Media Have A Battle On Their Hands

The Age

Monday March 22, 2004

SIAN PRIOR

Peaceable solutions will be proffered in vain. The war on war will never be won so long as cliches, similes and the like present such a united front.

The war has won. Now you may suspect there's something amiss with that sentence. You may think that I've been sabotaged by sub-editors, or foiled by faulty layout, or that I've had a momentary lapse in concentration and left out a crucial word, such as ``been".

But you're wrong. The war has won. In the battlefield of the cliched metaphor, it is triumphant. No other simile has so thoroughly colonised the language of journalism, politics and popular culture.

Open any newspaper and you can read about the war on terrorism, the war on crime, the war on drugs, the war on poverty, the war on germs, the war on unemployment or the war on AIDS. According to Robert Manne, writing in The Age recently, the 1960s were most notable for ``the war that was waged against old authority".

Then there are fashion wars, retail wars and history wars. And when you get sick of being in the wars, you can always turn to the battles. There's the battle of the bulge and the battle against wrinkles, there are firemen battling fires, football teams battling for supremacy, residents battling against developers and patients battling against cancer. There are environmental battles, legal battles, pre-selection battles and electoral battles. And, after all, it's hardly surprising that there are so many battles being fought because, as the Prime Minister likes to remind us at every possible opportunity, we're a nation of battlers.
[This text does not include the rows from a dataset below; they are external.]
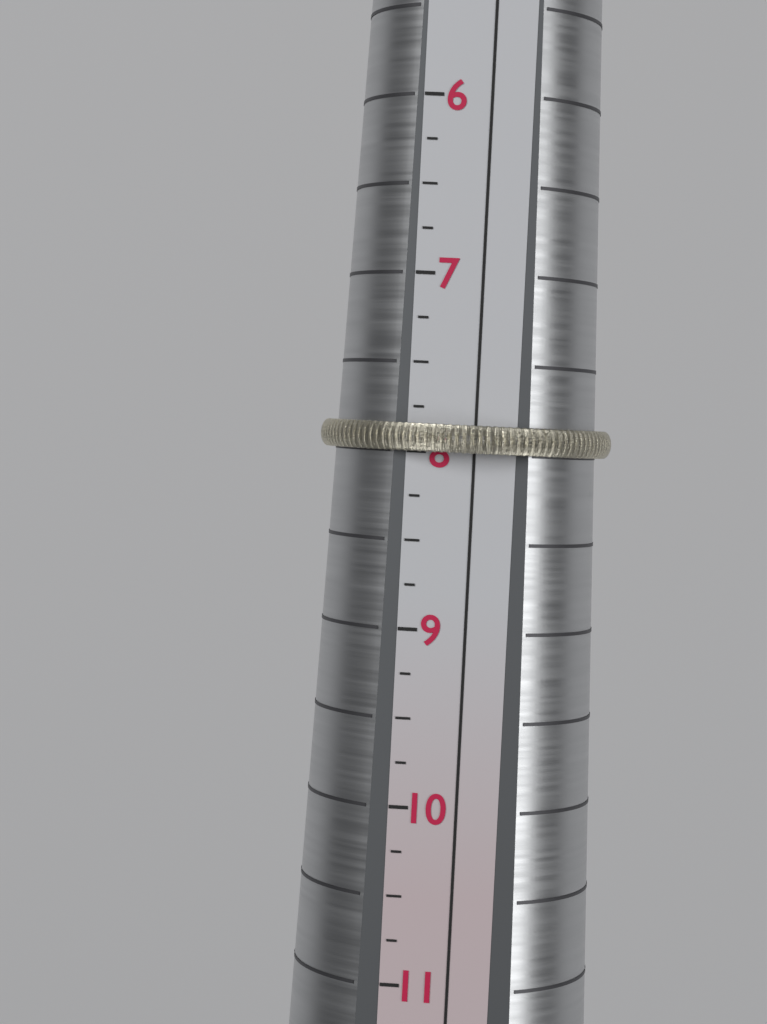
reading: 8.00 (no unit)
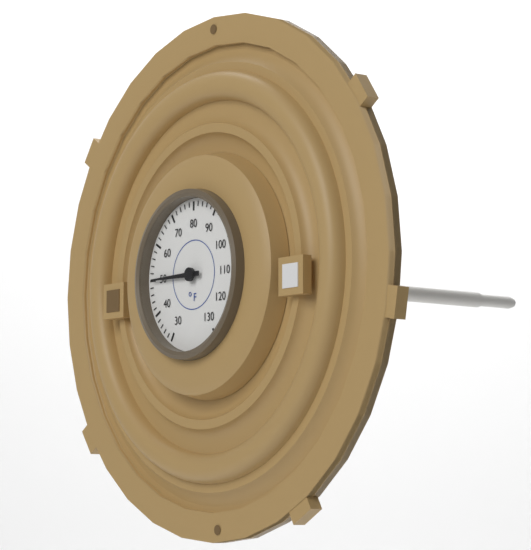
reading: 50 °F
You could argue that when the story involves a competition between opposing interests, there is some justification for employing these tired old military metaphors. At least there will be a winner and a loser in a football match or a legal contest, as there usually is in a war. There is something faintly ridiculous, though, about the idea of women sending in elite armies of cosmetic products to wage war against those poor innocent wrinkles. And come to think of it, perhaps it's no longer true to say that wars usually involve winners and losers. A year after the United States declared war on Iraq, no one's looking particularly victorious in that country at the moment.

One of the strangest uses of this war metaphor that I've come across in recent times is an initiative called Weekend Warriors. No, it's not a publicity campaign aimed at recruiting people for the Army Reserve. It's a program to encourage lapsed musicians to blow the dust off their electric guitars, drag the moth-eaten blankets off their old drum kits and make like rock'n'roll heroes.

Even their mission statement has been infected by patriotic hyperbole. According to the publicity blurb, Weekend Warriors aims to build a musical nation! I have visions of a training camp full of baby-boomer blokes who are woken before dawn by a burly bouncer and instructed to don black leather pants and report for duty. After their uniforms have been inspected by an eagle-eyed booking agent, they are marched into a series of small garages, handed Fender Stratocasters or a pair of drumsticks each, and given four hours to learn every song on KISS's Destroyer album.

But this is no battle of the bands. It's a seven-week course of workshops run by friendly musical coaches, culminating in a final concert. Even when we're talking about something as cuddly as culture, though, we still love to use this aggressive language. In a recent Adelaide Review article referring to the food at the Adelaide Fringe Festival, a critic informed us that ``the stay-up-late Fringe army marches on its stomach!"

A scientist declared on Radio National last week that ``we have won the war against fish". I have forgiven him, though, because it was impossible to argue with his logic. As a result of over-fishing, fish stocks have plummeted to 10 per cent of their original numbers in the past few decades, and some species are down to 1 per cent. The fishing industry has apparently been using military-industrial technology such as the US Defense Department's Global Positioning System (a satellite navigation system) to locate the poor remaining Nemos and blitz them.

One justifiable military metaphor does not excuse an army of aggressive analogies. It's time for a detente in the discourse of war. Now, if we could just do something about the awful affliction of alliteration.